New York, 1895
The District Attorney Wants it Tried by Special Oyer and Terminer.
ALBANY, June 21. — In the Court of Sessions this morning Judge Clute overruled the demurrer in the Vacheron bribery case and held the indictment good. The Judge said that he had not written an opinion, but thought that as the indictment held that money had been taken, that was sufficient. Neither Assemblyman Vacheron nor his attorneys were present. District Attorney Burlingame objected to the absence of the attorneys for Vacheron, but the Judge said that the day for trial could be set another time. — N. Y. Sun.
ALBANY, June 25. — Assemblyman Eugene F. Vacheron, of Ozone Park, accompanied by one of his counsel, Judge Hamilton, of Albany, appeared to-day in the court of sessions, and renewed his plea of not guilty to the indictment charging him with bribery in connection with the ice-cutting bill of Assemblyman Campbell, of Brooklyn.
Judge Clute expressed the belief that all interests would be served equally well if the trial was put off until the September term of the court.
District Attorney Burlingame did not think so. He said that he intended to ask Gov. Morton to call a special court of oyer and terminer for the purpose of trying the three murderers now confined in the Albany jail and that he could arrange it so as to have the Vacheron trial come off at that session of the court. Judge Clute said he would consider the district attorney's suggestion. — Brooklyn Times.
ALBANY, N. Y., June 26 — The bribery case of Assemblyman Eugene F. Vacheron, of Ozone Park, was put over the term to-day by Judge Clute in the court of sessions, and was sent to the criminal court. District Attorney Burlingame has petitioned the governor to call a special oyer and terminer for August to try the three murderers now confined in the Albany county jail. If it is called the district attorney says that the Vacheron case will come to trial at that time. Otherwise it cannot come up until the September term. — Brooklyn Eagle.
The "pull" seems to be working in one direction, at least.
—The Long Island Farmer, Jamaica, NY, June 28, 1895, p. 1.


*Task goal*
Repeat the entries without change, omitting the pictures.

(Dataset records Opens)

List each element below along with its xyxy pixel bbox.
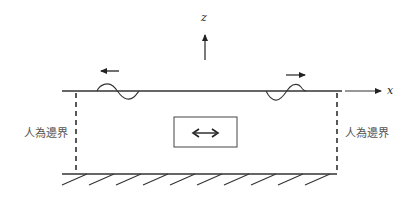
x-axis: x — [345, 84, 394, 97]
right-wave-curve — [266, 84, 306, 100]
z-axis: z — [200, 11, 207, 60]
wave-domain-diagram: z x 人為邊界 人為邊界 — [0, 0, 415, 204]
right-boundary-label: 人為邊界 — [345, 126, 389, 140]
left-boundary-label: 人為邊界 — [24, 126, 68, 140]
z-axis-label: z — [200, 11, 207, 24]
rigid-bottom — [62, 174, 337, 185]
x-axis-label: x — [387, 84, 394, 97]
left-wave — [97, 71, 139, 99]
bottom-hatching — [62, 174, 330, 185]
source-box — [174, 117, 237, 147]
right-wave — [266, 75, 306, 100]
source-rect — [174, 117, 237, 147]
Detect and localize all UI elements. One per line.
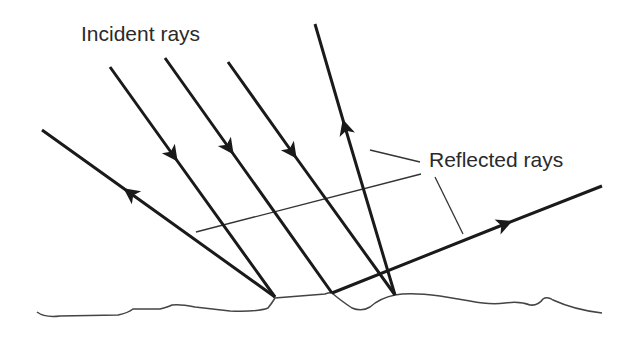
diagram-canvas [0, 0, 628, 345]
incident-rays [110, 58, 395, 297]
reflected-ray-1 [42, 130, 275, 297]
incident-ray-3 [228, 62, 395, 295]
reflected-rays-label: Reflected rays [429, 149, 563, 170]
incident-rays-label: Incident rays [81, 23, 200, 44]
leader-line-2 [196, 174, 421, 232]
leader-line-1 [370, 150, 420, 162]
reflection-diagram: Incident rays Reflected rays [0, 0, 628, 345]
rough-surface [37, 293, 602, 317]
incident-ray-1 [110, 67, 275, 297]
reflected-ray-3 [332, 186, 602, 293]
reflected-ray-2 [315, 24, 395, 295]
leader-line-3 [435, 177, 463, 234]
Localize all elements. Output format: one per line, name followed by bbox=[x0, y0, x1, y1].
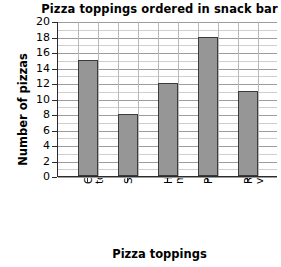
bar-chart: Pizza toppings ordered in snack bar Numb… bbox=[0, 0, 281, 267]
y-axis-tick-label: 4 bbox=[24, 140, 50, 151]
y-axis-tick-label: 20 bbox=[24, 16, 50, 27]
y-axis-tick-label: 10 bbox=[24, 94, 50, 105]
bars-group bbox=[58, 22, 277, 176]
bar bbox=[158, 83, 178, 176]
bar bbox=[238, 91, 258, 176]
y-axis-tick-label: 8 bbox=[24, 109, 50, 120]
y-axis-tick-label: 0 bbox=[24, 171, 50, 182]
y-axis-tick-label: 6 bbox=[24, 125, 50, 136]
y-axis-tick-label: 16 bbox=[24, 47, 50, 58]
y-axis-tick bbox=[52, 177, 57, 178]
y-axis-tick-label: 14 bbox=[24, 63, 50, 74]
plot-area bbox=[57, 22, 277, 177]
gridline-horizontal bbox=[58, 177, 277, 178]
y-axis-tick-label: 18 bbox=[24, 32, 50, 43]
bar bbox=[78, 60, 98, 176]
bar bbox=[198, 37, 218, 177]
chart-title: Pizza toppings ordered in snack bar bbox=[38, 2, 281, 16]
y-axis-tick-label: 2 bbox=[24, 156, 50, 167]
bar bbox=[118, 114, 138, 176]
x-axis-title: Pizza toppings bbox=[38, 247, 281, 261]
y-axis-tick-label: 12 bbox=[24, 78, 50, 89]
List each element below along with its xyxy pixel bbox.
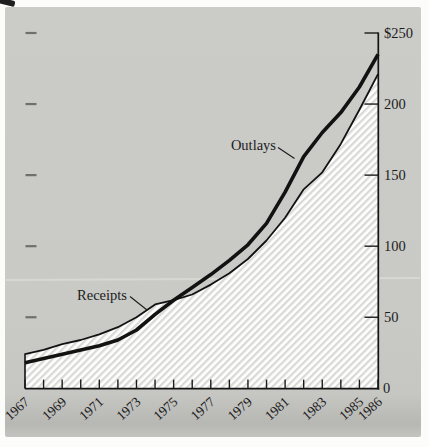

(Dataset records Closes)

*Answer box*
List each element below along with its xyxy pixel bbox.
x-axis: x — [345, 84, 394, 97]
right-wave-curve — [266, 84, 306, 100]
z-axis: z — [200, 11, 207, 60]
wave-domain-diagram: z x 人為邊界 人為邊界 — [0, 0, 415, 204]
right-boundary-label: 人為邊界 — [345, 126, 389, 140]
left-boundary-label: 人為邊界 — [24, 126, 68, 140]
z-axis-label: z — [200, 11, 207, 24]
rigid-bottom — [62, 174, 337, 185]
x-axis-label: x — [387, 84, 394, 97]
left-wave — [97, 71, 139, 99]
bottom-hatching — [62, 174, 330, 185]
source-box — [174, 117, 237, 147]
right-wave — [266, 75, 306, 100]
source-rect — [174, 117, 237, 147]
Detect and localize all UI elements. One per line.
diagram-canvas [0, 0, 628, 345]
incident-rays [110, 58, 395, 297]
reflected-ray-1 [42, 130, 275, 297]
incident-ray-3 [228, 62, 395, 295]
reflected-rays-label: Reflected rays [429, 149, 563, 170]
incident-rays-label: Incident rays [81, 23, 200, 44]
leader-line-2 [196, 174, 421, 232]
leader-line-1 [370, 150, 420, 162]
reflection-diagram: Incident rays Reflected rays [0, 0, 628, 345]
rough-surface [37, 293, 602, 317]
incident-ray-1 [110, 67, 275, 297]
reflected-ray-3 [332, 186, 602, 293]
reflected-ray-2 [315, 24, 395, 295]
leader-line-3 [435, 177, 463, 234]
Localize all elements. Output format: one per line, name followed by bbox=[x0, y0, x1, y1].
bar-chart: Pizza toppings ordered in snack bar Numb… bbox=[0, 0, 281, 267]
y-axis-tick-label: 4 bbox=[24, 140, 50, 151]
y-axis-tick-label: 20 bbox=[24, 16, 50, 27]
y-axis-tick-label: 10 bbox=[24, 94, 50, 105]
bars-group bbox=[58, 22, 277, 176]
bar bbox=[158, 83, 178, 176]
bar bbox=[238, 91, 258, 176]
y-axis-tick-label: 8 bbox=[24, 109, 50, 120]
y-axis-tick-label: 0 bbox=[24, 171, 50, 182]
y-axis-tick-label: 6 bbox=[24, 125, 50, 136]
y-axis-tick-label: 16 bbox=[24, 47, 50, 58]
y-axis-tick bbox=[52, 177, 57, 178]
y-axis-tick-label: 14 bbox=[24, 63, 50, 74]
plot-area bbox=[57, 22, 277, 177]
gridline-horizontal bbox=[58, 177, 277, 178]
y-axis-tick-label: 18 bbox=[24, 32, 50, 43]
bar bbox=[78, 60, 98, 176]
bar bbox=[198, 37, 218, 177]
chart-title: Pizza toppings ordered in snack bar bbox=[38, 2, 281, 16]
y-axis-tick-label: 2 bbox=[24, 156, 50, 167]
bar bbox=[118, 114, 138, 176]
x-axis-title: Pizza toppings bbox=[38, 247, 281, 261]
y-axis-tick-label: 12 bbox=[24, 78, 50, 89]
List each element below along with its xyxy pixel bbox.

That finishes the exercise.